An Essential Connection: Our Emotions
In a round of teaching in elementary classrooms at Wickersham School our opening topic was stress. Invariably, class after class, when we would ask students what causes them to feel stressed their immediate response was a challenging emotion like anger or fear.
Emotions (how we experience, manage, and respond) can have a significant effect on our health and wellness.
Science is showing ever more clearly that an unhealthy body can lead to an unhealthy mind (thoughts and emotions) and an unhealthy mind can lead to an unhealthy body.
Many research studies validate this inter-influencing effect.
One such study shows the connection between mild depressive symptoms (the mind) and prolonged inflammatory response (the body) ultimately linked to conditions such as cardiovascular disease, osteoporosis, arthritis, diabetes, and more.
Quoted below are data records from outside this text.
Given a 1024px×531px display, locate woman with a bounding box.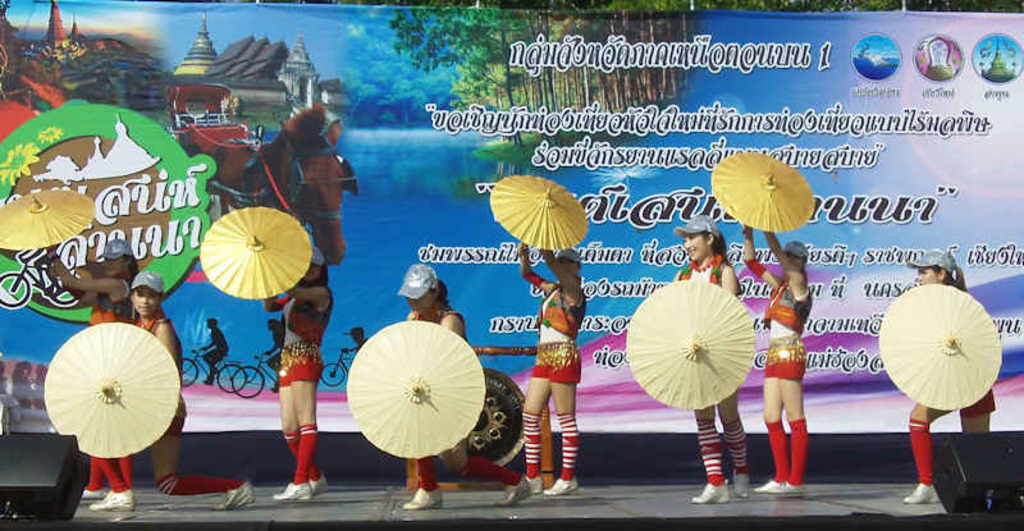
Located: bbox=(396, 266, 534, 509).
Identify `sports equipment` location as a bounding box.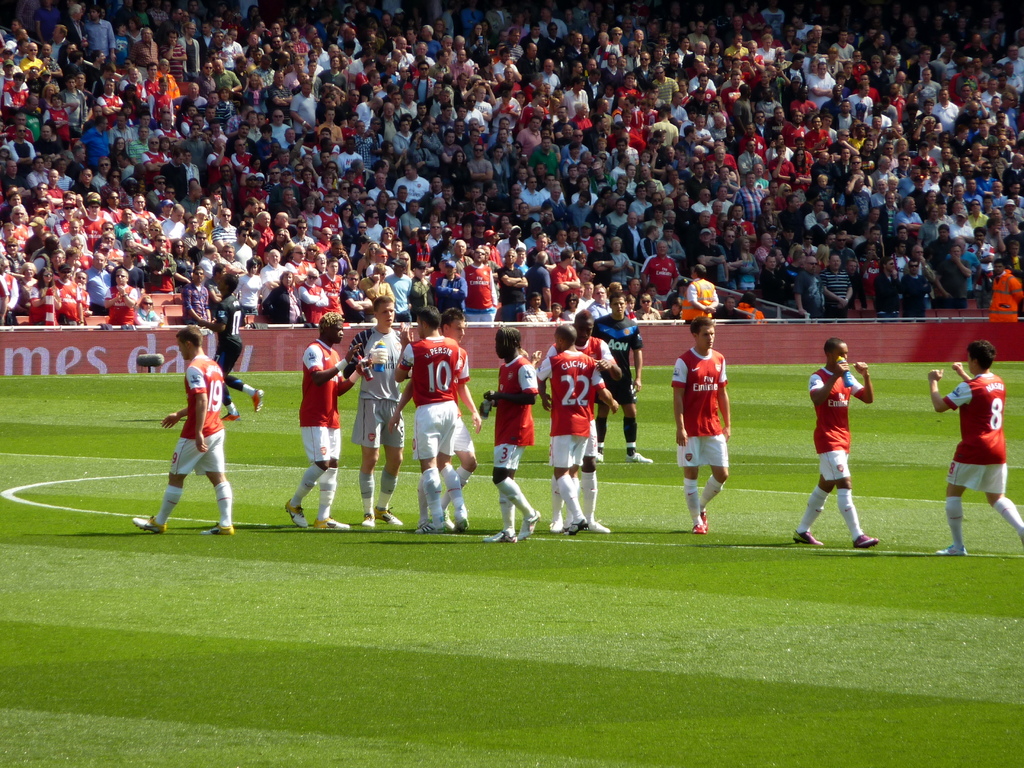
rect(253, 387, 265, 414).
Mindfulness philosophy and practices can help us learn to deal more healthfully with challenging emotions.
To develop emotional intelligence one starts by establishing an essential connection with the basic elements of life – our own body, breath, thoughts, and emotions.
In mindful practice we purposely slow down, look carefully with awareness, see our reality with greater clarity and choose our response from a wise and wholesome place.
A quote from Harvard Women’s Health Watch:
“Mindfulness can increase our enjoyment of life, expand our capacity to cope with illness and possibly improve our physical and emotional health.”